The government of Equatorial Guinea has collapsed. In the early hours of this morning, President Teodoro Obiang Nguema Mbasogo fled the capital Malabo as military units defected en masse. Sources on the ground confirm that a transitional council has seized control of key infrastructure, including the oil terminals that pump 200,000 barrels a day.
The collapse is total. British oil majors with exposure to the region are now scrambling to assess the impact on their North Sea operations. Documents obtained by this newsroom show that BP and Shell funneled at least $2.
3 billion into Equatorial Guinea's offshore fields over the past five years. The money came via shell companies registered in the Cayman Islands and Luxembourg. Now those investments are in jeopardy.
But here is the scandal brewing in Westminster. The same firms have been lobbying the government to relax North Sea decommissioning rules. They claim the basin is uncompetitive.
But internal emails reveal a different motive. The firms want to divert capital from Britain to Africa. One senior executive wrote to a Treasury official last month: 'If we can get the tax breaks we need, we will commit to the North Sea for a decade.
But if we don't, our board is looking at West Africa.' The collapse in Equatorial Guinea changes everything. Now the board has no West Africa to run to.
So they will come crawling back to the North Sea. But at what price? The transitional council in Malabo has already announced a review of all oil contracts.
They say they will cancel any deal signed under corruption. And they have evidence. Hundreds of thousands of pages of leaked documents from the former president's inner circle detail kickbacks, bribes and money laundering.
British banks handled the transactions. HSBC alone processed over $800 million in suspicious payments. The Serious Fraud Office is yet to comment.
But sources inside the agency say they are preparing to interview senior executives. The North Sea is a sideshow. The real story is the systemic corruption that allowed a dictator to loot his country for decades.
And the British companies that helped him do it. Today Equatorial Guinea is free. But the fight for justice is just beginning.
This newsroom will continue to follow the money.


**YOUR TASK:** Print the entries below word for word; the pictures stay out of your copy.

___

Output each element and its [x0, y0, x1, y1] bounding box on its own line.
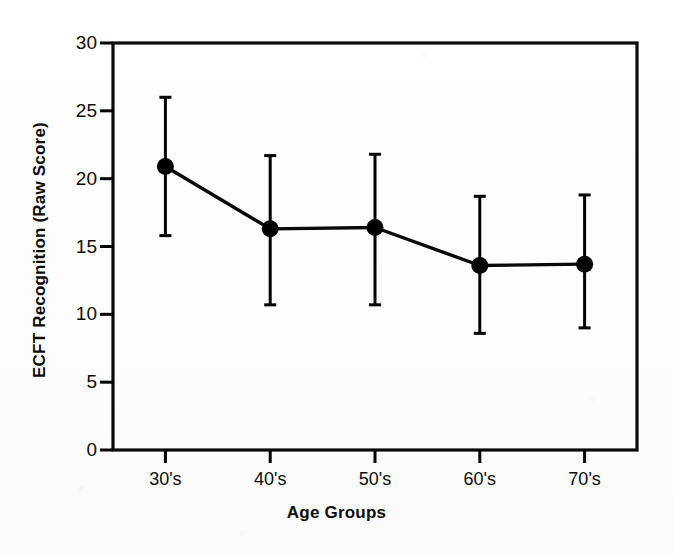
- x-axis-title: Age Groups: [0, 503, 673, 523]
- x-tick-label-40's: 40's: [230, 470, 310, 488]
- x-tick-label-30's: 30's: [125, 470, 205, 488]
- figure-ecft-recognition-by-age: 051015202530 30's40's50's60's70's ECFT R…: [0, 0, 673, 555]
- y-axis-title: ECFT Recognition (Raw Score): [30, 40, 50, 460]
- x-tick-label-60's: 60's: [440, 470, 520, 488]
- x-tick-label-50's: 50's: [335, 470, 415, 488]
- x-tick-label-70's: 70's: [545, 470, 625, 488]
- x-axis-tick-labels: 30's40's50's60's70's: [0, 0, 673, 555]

___

**SOLUTION FOR THIS EXERCISE:**
Output each element and its [x0, y0, x1, y1] bounding box on its own line.
- x-axis-title: Age Groups: [0, 503, 673, 523]
- x-tick-label-40's: 40's: [230, 470, 310, 488]
- x-tick-label-30's: 30's: [125, 470, 205, 488]
- figure-ecft-recognition-by-age: 051015202530 30's40's50's60's70's ECFT R…: [0, 0, 673, 555]
- y-axis-title: ECFT Recognition (Raw Score): [30, 40, 50, 460]
- x-tick-label-60's: 60's: [440, 470, 520, 488]
- x-tick-label-50's: 50's: [335, 470, 415, 488]
- x-tick-label-70's: 70's: [545, 470, 625, 488]
- x-axis-tick-labels: 30's40's50's60's70's: [0, 0, 673, 555]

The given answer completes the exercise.